On the morning after Connerly’s speech, as students arrived for Saturday’s session, they were turned away by the same security force they had already paid to "protect" them. "In the former Soviet Union you would expect something like this because it was a totalitarian country," observed Catherine Lev, a Fordham Law School student and Russian immigrant, who was turned away by Columbia security. "In the United States, however, it is very surprising that a university would stamp out a group’s right to gather and speak. I thought I escaped totalitarianism when I left Russia only to find it glaring right back in my face here at Columbia University."

Those assembled to hear the speakers were forced to meet in Morningside Park. The catered lunch that Columbia was paid to provide yielded to pizzas and sandwiches purchased with organizers’ pocket money. Park benches and concrete were utilized as the makeshift auditorium’s seats. There were no microphones, but passersby congregated to listen to the speakers.
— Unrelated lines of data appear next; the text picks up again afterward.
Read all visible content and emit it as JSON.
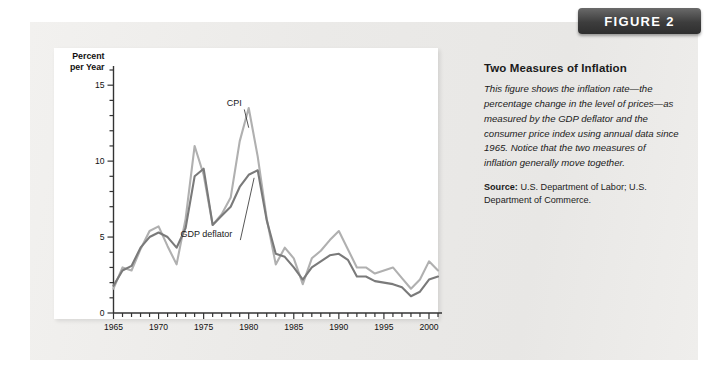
{
  "badge": {
    "label": "FIGURE 2"
  },
  "caption": {
    "title": "Two Measures of Inflation",
    "body": "This figure shows the inflation rate—the percentage change in the level of prices—as measured by the GDP deflator and the consumer price index using annual data since 1965. Notice that the two measures of inflation generally move together.",
    "source_label": "Source:",
    "source_text": " U.S. Department of Labor; U.S. Department of Commerce."
  },
  "colors": {
    "cpi": "#b0b0b0",
    "gdp_deflator": "#7a7a7a",
    "axis": "#333333",
    "panel": "#ffffff",
    "card": "#ecebe9",
    "badge": "#3d3d3d"
  },
  "chart_data": {
    "type": "line",
    "title": "Two Measures of Inflation",
    "xlabel": "",
    "ylabel": "Percent per Year",
    "ylabel_lines": [
      "Percent",
      "per Year"
    ],
    "xlim": [
      1965,
      2001
    ],
    "ylim": [
      0,
      16
    ],
    "yticks": [
      0,
      5,
      10,
      15
    ],
    "ytick_labels": [
      "0",
      "5",
      "10",
      "15"
    ],
    "y_minor_step": 1,
    "xticks": [
      1965,
      1970,
      1975,
      1980,
      1985,
      1990,
      1995,
      2000
    ],
    "xtick_labels": [
      "1965",
      "1970",
      "1975",
      "1980",
      "1985",
      "1990",
      "1995",
      "2000"
    ],
    "x_minor_step": 1,
    "grid": false,
    "legend": "inline-annotations",
    "annotations": [
      {
        "text": "CPI",
        "x": 1978.4,
        "y": 13.6,
        "points_to_x": 1980.0,
        "points_to_y": 12.2
      },
      {
        "text": "GDP deflator",
        "x": 1975.3,
        "y": 5.0,
        "points_to_x": 1980.6,
        "points_to_y": 8.9
      }
    ],
    "x": [
      1965,
      1966,
      1967,
      1968,
      1969,
      1970,
      1971,
      1972,
      1973,
      1974,
      1975,
      1976,
      1977,
      1978,
      1979,
      1980,
      1981,
      1982,
      1983,
      1984,
      1985,
      1986,
      1987,
      1988,
      1989,
      1990,
      1991,
      1992,
      1993,
      1994,
      1995,
      1996,
      1997,
      1998,
      1999,
      2000,
      2001
    ],
    "series": [
      {
        "name": "CPI",
        "color": "#b0b0b0",
        "values": [
          1.6,
          3.0,
          2.8,
          4.2,
          5.4,
          5.7,
          4.4,
          3.2,
          6.2,
          11.0,
          9.1,
          5.8,
          6.5,
          7.6,
          11.3,
          13.5,
          10.3,
          6.2,
          3.2,
          4.3,
          3.6,
          1.9,
          3.6,
          4.1,
          4.8,
          5.4,
          4.2,
          3.0,
          3.0,
          2.6,
          2.8,
          3.0,
          2.3,
          1.6,
          2.2,
          3.4,
          2.8
        ]
      },
      {
        "name": "GDP deflator",
        "color": "#7a7a7a",
        "values": [
          1.8,
          2.8,
          3.1,
          4.3,
          5.0,
          5.3,
          5.0,
          4.3,
          5.6,
          9.0,
          9.5,
          5.8,
          6.4,
          7.0,
          8.3,
          9.1,
          9.4,
          6.1,
          3.9,
          3.7,
          3.0,
          2.2,
          3.0,
          3.4,
          3.8,
          3.9,
          3.5,
          2.4,
          2.4,
          2.1,
          2.0,
          1.9,
          1.7,
          1.1,
          1.4,
          2.2,
          2.4
        ]
      }
    ]
  }
}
The approximately 80 protesters that reconvened on Saturday were predictably triumphant about having forced administrators to capitulate. Chanting "Ha! Ha! You’re Outside \ We Don’t Want Your Racist Lies," demonstrators held up signs which read, ACCESS DENIED, WE WIN: RACISTS NOT ALLOWED AT COLUMBIA, and THERE’S NO PLACE AT THE TABLE FOR HATE. Twenty minutes into Dinesh D’Souza’s address, the protesters began to shout him down. The predominantly white mob of Ivy Leaguers, mimicking their abuse of Connerly the previous night, effectively silenced the lecture with shouts of "racist" and "bigot" hurled at the Indian immigrant. "We got [D’Souza] into Morningside Park, which Columbia doesn’t pay attention to anyway," proclaimed activist Adrienne Brown, who took pride in preventing the author of Illiberal Education from speaking. "This is an alcove where homeless people sleep and piss." Franklin Amoo added, "I’ll do whatever needs to be done [to stop the conference], in order to make sure they know their sentiments are not shared."
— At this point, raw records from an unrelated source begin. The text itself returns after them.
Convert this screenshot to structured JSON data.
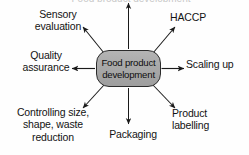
{
  "diagram": {
    "type": "radial-hub-and-spoke",
    "title_cutoff": "Food product development",
    "center": {
      "line1": "Food product",
      "line2": "development",
      "fill_color": "#a9a9a9",
      "border_color": "#2b2b2b",
      "shape": "rounded-rectangle"
    },
    "background_color": "#fefefe",
    "arrow_color": "#1a1a1a",
    "text_color": "#131313",
    "spokes": [
      {
        "id": "up",
        "label": "",
        "direction": "up",
        "arrowhead": "outward"
      },
      {
        "id": "up-left",
        "label": "Sensory\nevaluation",
        "direction": "up-left",
        "arrowhead": "outward"
      },
      {
        "id": "up-right",
        "label": "HACCP",
        "direction": "up-right",
        "arrowhead": "outward"
      },
      {
        "id": "left",
        "label": "Quality\nassurance",
        "direction": "left",
        "arrowhead": "outward"
      },
      {
        "id": "right",
        "label": "Scaling up",
        "direction": "right",
        "arrowhead": "outward"
      },
      {
        "id": "down-left",
        "label": "Controlling size,\nshape, waste\nreduction",
        "direction": "down-left",
        "arrowhead": "outward"
      },
      {
        "id": "down",
        "label": "Packaging",
        "direction": "down",
        "arrowhead": "outward"
      },
      {
        "id": "down-right",
        "label": "Product\nlabelling",
        "direction": "down-right",
        "arrowhead": "outward"
      }
    ]
  }
}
One Columbia undergraduate who registered for the conference but did not come explained, "I did not attend the conference for a number of reasons, the most important being that I did not feel it would be good for my academic future and safety." Another student expressed outrage at the actions of his school and remarked that he wanted to write to the school paper, but was "afraid" to because his "sister has just applied to Barnard College and I do not want that type of attention."

Who had the student activists and their supporters in the administration silenced? Were they militia members or KKKers? No. One is a best-selling author; two are trustees at the largest public university systems in America; another is a former writer for Time magazine and the New York Times who currently calls U.S. News and World Report home; yet another is a professor of geology at Brooklyn College and a research affiliate at Yale.

What the university demonstrated was that Columbia’s support for diversity, like its commitment to tolerance and sensitivity, is a fraud. The following week, a student named Jesse Sanford had a column in the Columbia Spectator condemning the notion that "driving the conservatives off campus violated their freedom of speech," a position that he labeled "a dark, dangerous point of view" especially because "the right wing is growing more powerful on a daily basis." It doesn’t take an Ivy League administrator to figure out where this student got his ideas.

A pamphlet handed out to new students purports that "Columbia University prides itself on being a community committed to free and open discourse and to tolerance of differing views." The course catalog testifies that the school aspires to be a "community of discourse." While this umbrella of tolerance applies to such courses as "Pirates, Boys, and Capitalism" or "Gender and Deviance," it doesn’t cover points of view that dissent from the smothering orthodoxy that covers Columbia like an invisible fog.

Daniel J. Flynn is editor of Campus Report and executive director of Accuracy In Academia.